IME, the sweet spot (efficiency vs ability to teach) is 24-26 students in classrooms where the majority of children are well supported at home. Any more and the teacher's ability to maintain classroom dynamics and any less and the cost per pupil increases too much.

Anonymous
I agree. I have a class of 26 and another of 29. There isn't much difference between the two as far as what can be accomplished and how I teach. I think I would notice a difference at 25 or less. Last year I had a class of 24 and one of 29 and I did a better job with the 24. Usually I have 4-5 students in a guided reading or literature circle group, so that would take one out of the mix and allow me to meet with them more frequently. Above 25 and I am getting pulled in too many directions.

We have a ton of administrative tasks that we have to do now too compared to just a few years ago. The extra 4-5 students adds a noticeable chunk of time for those tasks.
Anonymous
What kind of tasks? It would be a win win if we could help teachers as well as students.
Anonymous
Anonymous wrote:What kind of tasks? It would be a win win if we could help teachers as well as students.


Delegating grades to other teachers in ISIS (the program used for attendance and progress reports), assigning students not in our homerooms to our Blackboard course, creating separate email contact lists for the classes, updating spreadsheets with DRA scores...
Those are some of what come to mind.
Anonymous
To answer the original poster . . . yes. but our school costs almost 35,000. Our eldest is 5, and our youngest is 1. Within the next couple of years we have to come up with 105k/year just for school tuitions. But we hope it's the right decision.
Anonymous
23:38 I'm not sure the average parent understands what those tasks are. My guess is that FCPS checks this website often enough that hopefully someone in admin there will read your list.
Anonymous
Anonymous wrote:23:38 I'm not sure the average parent understands what those tasks are. My guess is that FCPS checks this website often enough that hopefully someone in admin there will read your list.
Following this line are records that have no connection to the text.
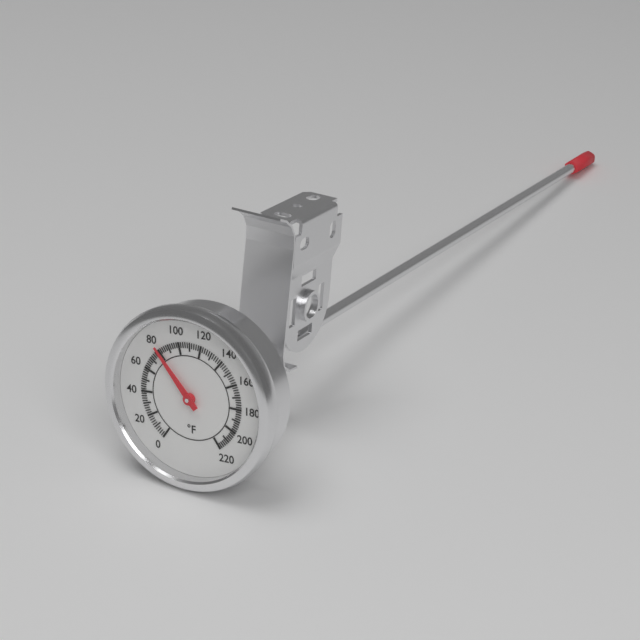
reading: 80 °F
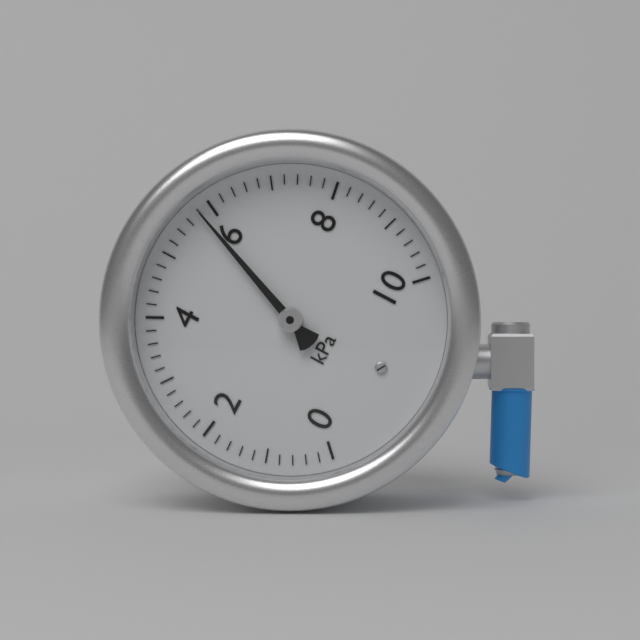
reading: 5.8 kPa
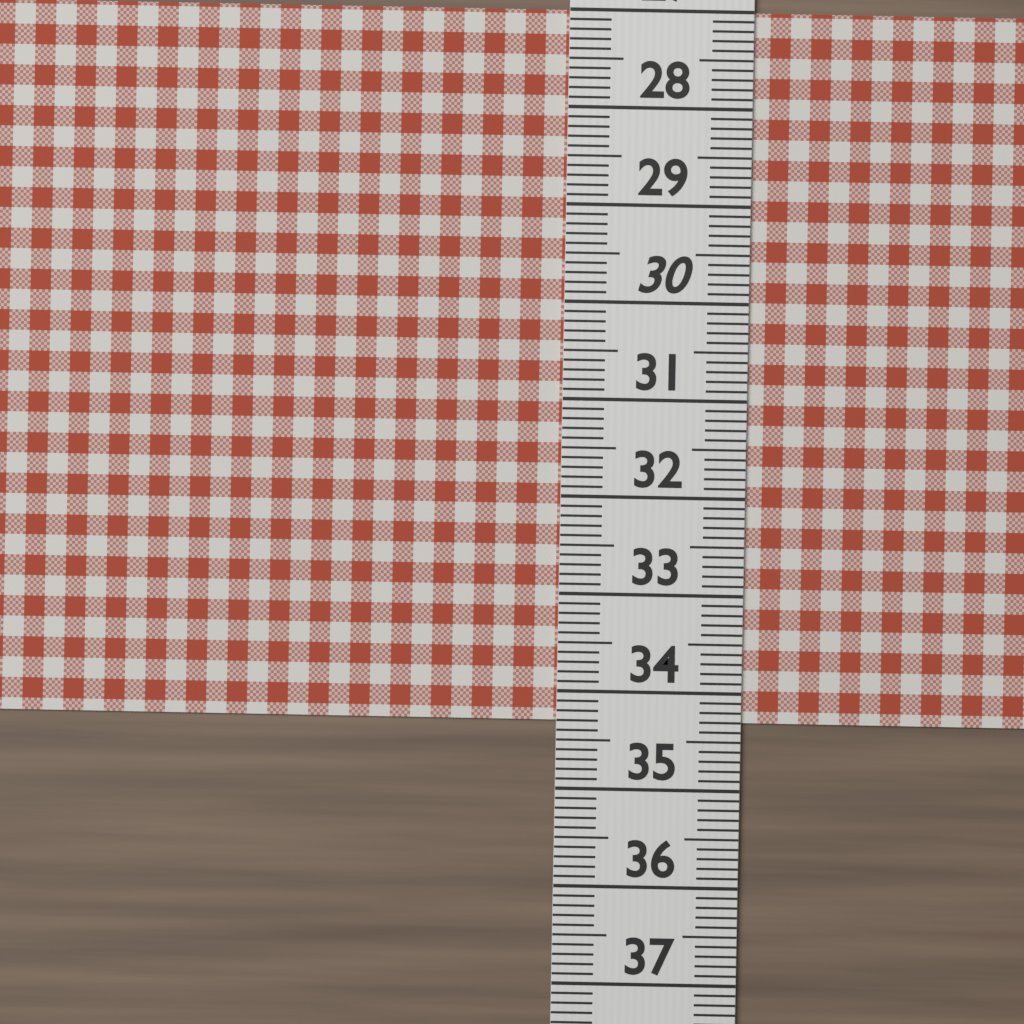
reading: 34.3 (no unit)
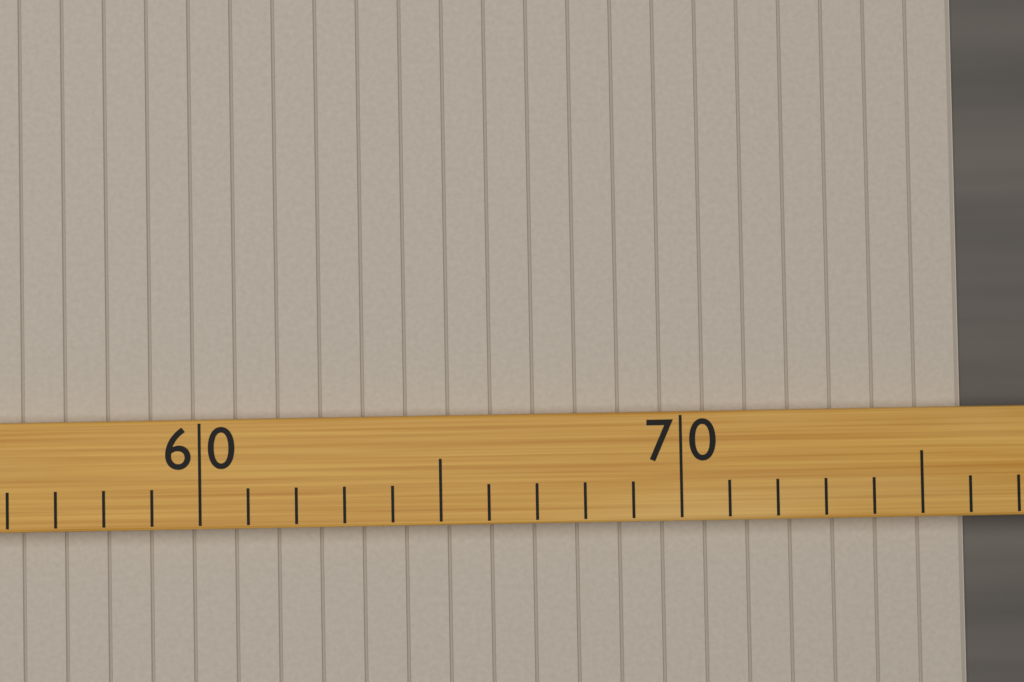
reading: 76 (no unit)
I know. I don't expect parents to understand.
Anonymous
We are at a big 3 or whatever. 20 kids per class with 3 Full teachers till middle school. And half the day the class is split in half.
Anonymous
Sorry 2 full teachers, not 3!!! I wish!
Anonymous
What I don't fully understand is WHY lead teachers don't have assistants to help them. This year, my DC has a wonderful student teacher to help the lead teacher. Last year, there was no asst. to DC's lead teacher (27 kids, 1st grade class). DC's teacher last year was really amazing.

Can't FCPS work harder to at least hire/find student asst. teachers? If anyone knows anything about this issue, please fill me in. TIA
Anonymous
^^ It's called a budget. The FCPS Board has X dollars with which to budget. There is no money to pay for assistants.
Anonymous
7:23 would these tasks be better done with an administrator at the school verses the central admin staff? Seems like from your description these are time consuming data entry tasks, but I don't understand why they would be linked to teachers in ISIS which comes across to as some type of central admin IT staff. There are about 4 administration staff in the front office of our school. How do they help teachers already?

Also, what is your take on all the worksheets in FCPS? To me they seem to cause a lot of extra work for teachers making copies verses just having a textbook or workbook, but I don't really know this for sure. You'd think there would be a book that would cover 90% of the pacing standards and then the rest could be filled in with worksheets.
Anonymous
We sent our DS to a Catholic K because it was from 8:30-3:30, while the K at our neighborhood ES was from 9-12:30. Adding up all the after-care cost, they are almost equal. When my son started G-1 at our neighborhood ES, he was not advanced at all -neither reading nor math. The two hours extra instruction did not help on anything.
Now my DC is in public school and the class size was 24 last year and 23 this year.
In my opinion, spending $25K each year for ES does not pay off. If you have the time and patience to teach your kids at home, public is fine. However, many of my friends send their kids to private and then come to public for AAP from 3rd grade.
Anonymous
Consider what quality of teacher the particular private school recruits. Ask your public school principal how they screen for new positions. You also want a principal that advocates for more teachers in their school. It can be done. It has happened both years thus far in our school. last year child's K class was looking to be about 28. Principal got a new K teacher a week before school started so it ended up to be 21. Same thing this year in 1st grade. 30 kids/class brought down to 24/25 due to a teacher being added a few days before school started.